How Indoor Pollution Is Harming Your Health: Study

Most people talk about air pollution outside your home and how dirty air can do harm to your body. However, indoor pollution can be as deadly, according to experts.

A recent study, carried out by a team of researchers from Australia, Europe and UK, led by the University of Surrey analyzed the dangerous effects that indoor pollution has on human health, and in the process, found out the best possible methodologies to regulate and minimize the consequences.

Globally, in the year 2012 alone, 4.3 million fatalities were associated with indoor air pollution, as compared to the 3.7 million deaths linked to outdoor pollution.

It is referred to as the "Sick Building Syndrome" (SBS), wherein people showcase a wide range of drastic health conditions caused by breathing in polluted indoor air. City dwellers typically spend large amounts of time indoors, be it at work, home, school, college and likewise, and are at a higher risk of acquiring SBS.

The word 'air pollution' usually gets us thinking of gray-tinged fumes, on the lines of toxic gases erupting from factories and industries or the discharge from vehicle exhausts.

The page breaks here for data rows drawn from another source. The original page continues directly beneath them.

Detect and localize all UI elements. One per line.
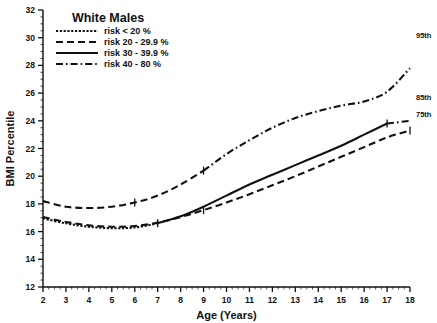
- svg-text:12: 12: [26, 282, 36, 292]
- svg-text:20: 20: [26, 171, 36, 181]
- svg-text:26: 26: [26, 88, 36, 98]
- bmi-percentile-chart: 1214161820222426283032234567891011121314…: [0, 0, 437, 323]
- svg-text:22: 22: [26, 144, 36, 154]
- chart-canvas: 1214161820222426283032234567891011121314…: [0, 0, 437, 323]
- curve-95th-dashed: [43, 171, 204, 208]
- svg-text:14: 14: [314, 295, 324, 305]
- svg-text:13: 13: [291, 295, 301, 305]
- svg-text:30: 30: [26, 33, 36, 43]
- curve-85th-dashdot: [387, 121, 410, 124]
- svg-text:5: 5: [109, 295, 114, 305]
- svg-text:15: 15: [336, 295, 346, 305]
- svg-text:6: 6: [132, 295, 137, 305]
- x-axis-title: Age (Years): [196, 309, 257, 321]
- curve-85th-solid: [158, 124, 387, 224]
- curve-75th-dashed: [43, 130, 410, 226]
- svg-text:2: 2: [41, 295, 46, 305]
- data-curves: [43, 68, 410, 228]
- y-axis-title: BMI Percentile: [4, 111, 16, 187]
- svg-text:18: 18: [26, 199, 36, 209]
- svg-text:8: 8: [178, 295, 183, 305]
- svg-text:14: 14: [26, 254, 36, 264]
- svg-text:16: 16: [359, 295, 369, 305]
- curve-95th-dashdot: [204, 68, 410, 170]
- svg-text:28: 28: [26, 60, 36, 70]
- svg-text:11: 11: [245, 295, 254, 305]
- axis-labels: 1214161820222426283032234567891011121314…: [4, 5, 415, 321]
- svg-text:32: 32: [26, 5, 36, 15]
- svg-text:7: 7: [155, 295, 160, 305]
- svg-text:10: 10: [222, 295, 232, 305]
- svg-text:3: 3: [64, 295, 69, 305]
- svg-text:18: 18: [405, 295, 415, 305]
- svg-text:17: 17: [382, 295, 392, 305]
- svg-text:9: 9: [201, 295, 206, 305]
- svg-text:24: 24: [26, 116, 36, 126]
- svg-text:16: 16: [26, 227, 36, 237]
- svg-text:12: 12: [268, 295, 278, 305]
- svg-text:4: 4: [87, 295, 92, 305]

However, there are other forms of air pollution, which are incrementally more disastrous than these outdoor ones, most of them existing within the safe confines of our own homes or offices. Cooking residue, smokes, paints, varnishes, fungal spores, and so forth, are few of the harmful pollutants present indoors.

The main purpose of this research was to put an emphasis on ensuring that buildings have a proper system in place that monitors the levels of indoor pollution. It stresses on the need to protect ourselves from harmful pollutants that can adversely affect us both mentally and physically.

In this age of futuristic smart cities, it is important to keep a close tab on issues concerning the quality of air we breathe in. The best way to do so is by appropriately leveraging technology and putting policies in place that works together for the betterment of human health and control of air pollution.

"It is essential that we are able to effectively monitor indoor air pollution so that we can better understand when and where levels are worst, and in turn offer solutions to make our air healthier. Our work looks at the use of small, low-energy monitoring sensors that would be able to gather real-time data and tell families or workers when levels of pollutants are too high," said Dr. Prashant Kumar, head researcher, University of Surrey.

The new research has been published in the journal Science of the Total Environment.